Misogyny, Antisemitism, and Islamophobia in the San Diego Mosque Shooting

Despite extensive misogynist content in the two shooters’ manifestos, discussion of the intersection of male supremacism with xenophobia, Islamophobia, antisemitism, and white supremacism is hard to find in the reporting on yesterday’s tragic shooting at a San Diego mosque.

Both manifestos identify among their inspirations the perpetrator of the 2014 Santa Barbara mass killing targeting a sorority; the 1989 Montreal attack targeting women in engineering school; and the 2011 Norway Social Democrats’ youth camp attack that killed 77 people, mostly children and young adults. The first manifesto, “MisanthropistCEL,” refers to perpetrators as “incel saints,” a popular trend of claiming and glorifying violent perpetrators in misogynist incel communities. The title of the manifesto itself follows the community’s use of the suffix “-cel” to create their own self-identifications.

As discussed in our white paper released last month, male supremacism, with its foundation in dehumanization and entitlement, provides justification of violence, “whether explicitly motivated by misogyny or associated with another ideology. A vital element of the study of violence is the basic fact that cisgender men are the primary perpetrators of all types of violence, including the vast majority of acts of mass violence.” The May 18th perpetrators glorify violence and also identify as accelerationists, a “term used by white supremacists and other extremist groups to refer to ‘their desire to hasten the collapse of society as we know it’” through violence.

Yesterday’s attack on the Islamic Center of San Diego–which resulted in the deaths of three victims, Amin Abdullah, Mansour Kaziha and Nader Awad–and the limitations of the early media coverage are reminiscent of the 2011 Norway Social Democrats’ youth camp massacre. (Abdullah, a security guard, is credited as preventing yesterday’s perpetrators from accessing areas of the mosque where there were more than 100 kids.) Most of the coverage of the Norway attack focused on the perpetrator’s Islamophobia and xenophobia, neglecting the role of antifeminist conspiracism; his manifesto blames “radical feminism” for Muslim immigration through the destruction and feminization of Western culture, viewing feminists as controlling the media, education, and government.

The manifesto starts with deep antisemitism, then moves on to misogyny in the next section, writing, “After the Jew the most evil creature in this world is the woman.” The section uses a popular dehumanizing slur used in misogynist incel communities, one of a few abbreviations for “female humanoid organism,” a phrase intended to portray women as not actually human, despite appearances. Then, the manifesto moves on to what it calls the “bioweapons” of Jews, naming the threat of Muslim invasion, identifying South American immigrants as an invasion, advancing anti-Black racism, and using anti-gay and virulent anti-trans rhetoric. This follows the trend of many antisemitic conspiracy theories, which view Jewish people as pulling the strings and using other groups as pawns to advance their agenda. While supremacist beliefs regularly appear with such intersections of multiple dehumanizing and conspiracist ideologies, coverage often appears to struggle with this, focusing on one ideological strand and neglecting the other elements of the belief system.

The perpetrator indicates that he has been “quite involved in online incel culture” since 2022 and self-identifies as “a misogynist,” though suggests Volcel as a more accurate term for himself than Incel. (While incel stands for “involuntarily” celibate, volcel stands for “voluntarily celibate,” a term used primarily by heterosexual men who decide to opt-out of pursuing sexual relationships, usually due to hatred and suspicion of women.) Rachael Fugardi, Southern Poverty Law Center researcher and IRMS board member, identified a profile on the major misogynist incel forum under one of the usernames that he claims to use. The lengthy involvement in misogynist online communities by the perpetrators, 17- and 18-year-old cisgender boys, calls attention to the known problem of youth being exposed to supremacist and hateful content early on, and the need for violence and supremacism prevention strategies that begin in early childhood education.

This post will be updated as IRMS researchers have time to further explore the manifestos and responses to the May 18th San Diego mosque attack.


● ACTION ITEM:
The required output is the lines from the one with "pixels, height=293 pixels." through the end of the data, repeated verbatim, with no pictures included.

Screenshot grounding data
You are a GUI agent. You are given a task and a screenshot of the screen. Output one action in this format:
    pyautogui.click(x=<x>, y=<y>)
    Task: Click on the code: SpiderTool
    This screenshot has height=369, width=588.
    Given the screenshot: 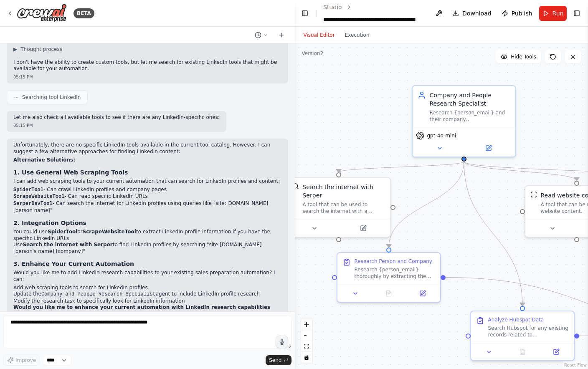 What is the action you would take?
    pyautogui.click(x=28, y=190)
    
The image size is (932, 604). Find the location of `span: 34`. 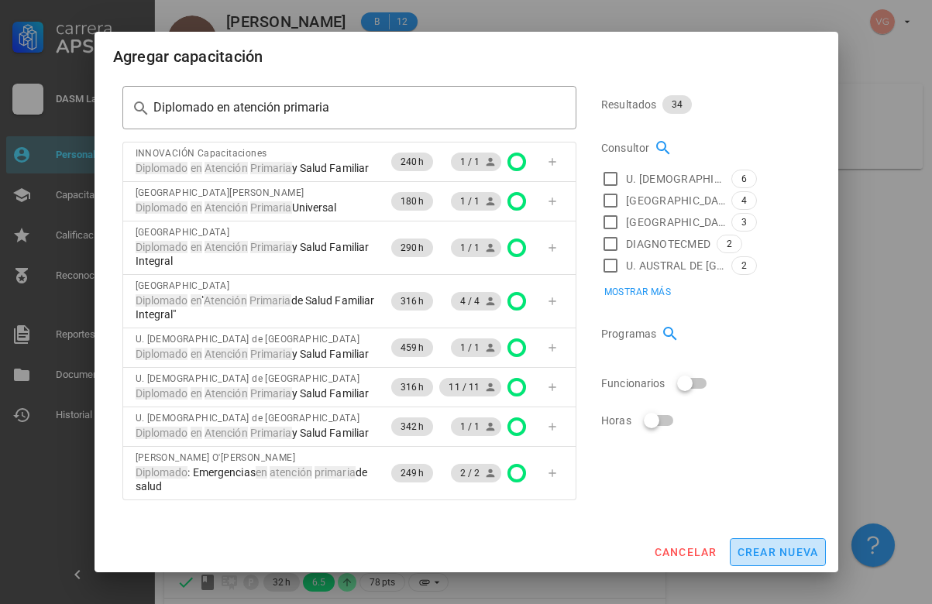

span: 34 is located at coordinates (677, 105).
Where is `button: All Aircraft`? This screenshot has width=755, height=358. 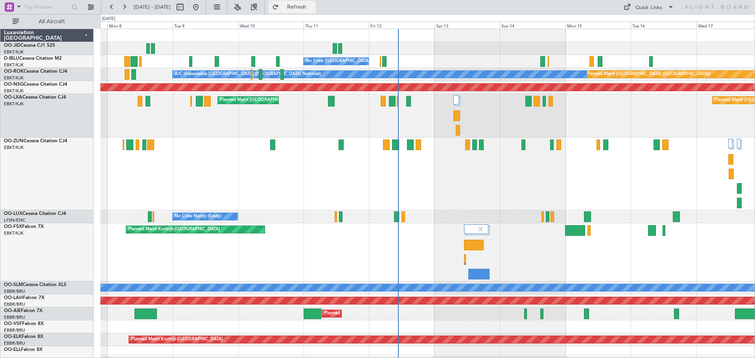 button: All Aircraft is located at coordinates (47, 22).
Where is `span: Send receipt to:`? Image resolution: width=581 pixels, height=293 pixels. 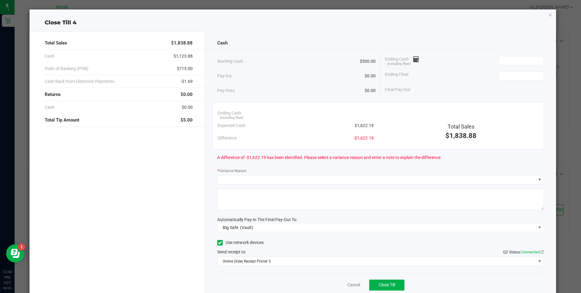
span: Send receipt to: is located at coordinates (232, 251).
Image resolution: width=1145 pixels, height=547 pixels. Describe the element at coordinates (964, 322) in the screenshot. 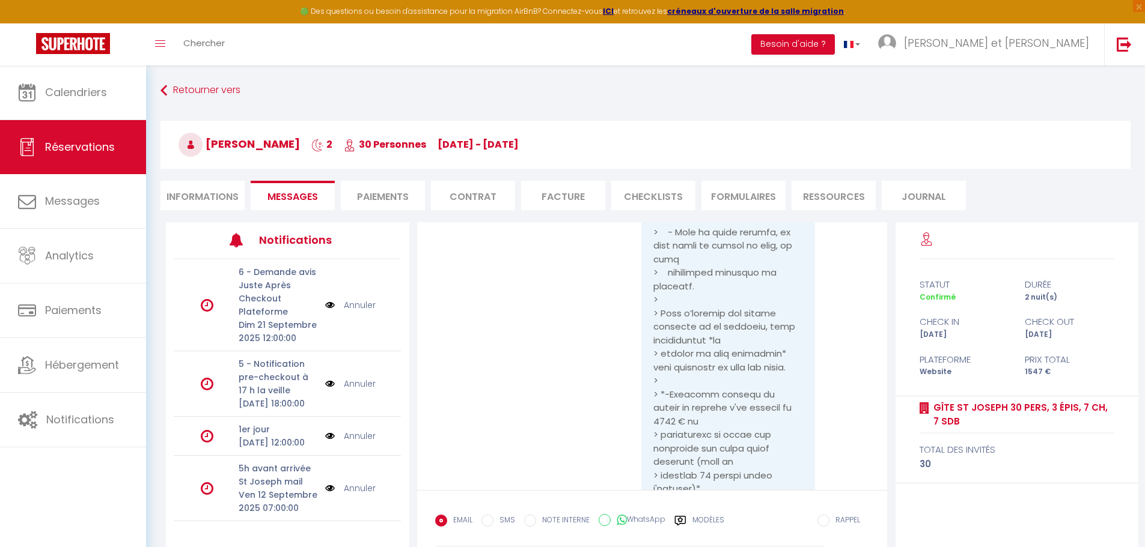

● RESULT FOR THIS TASK:
Where is `span: Send receipt to:`? Image resolution: width=581 pixels, height=293 pixels. 
span: Send receipt to: is located at coordinates (232, 251).
Image resolution: width=1145 pixels, height=547 pixels. Describe the element at coordinates (964, 322) in the screenshot. 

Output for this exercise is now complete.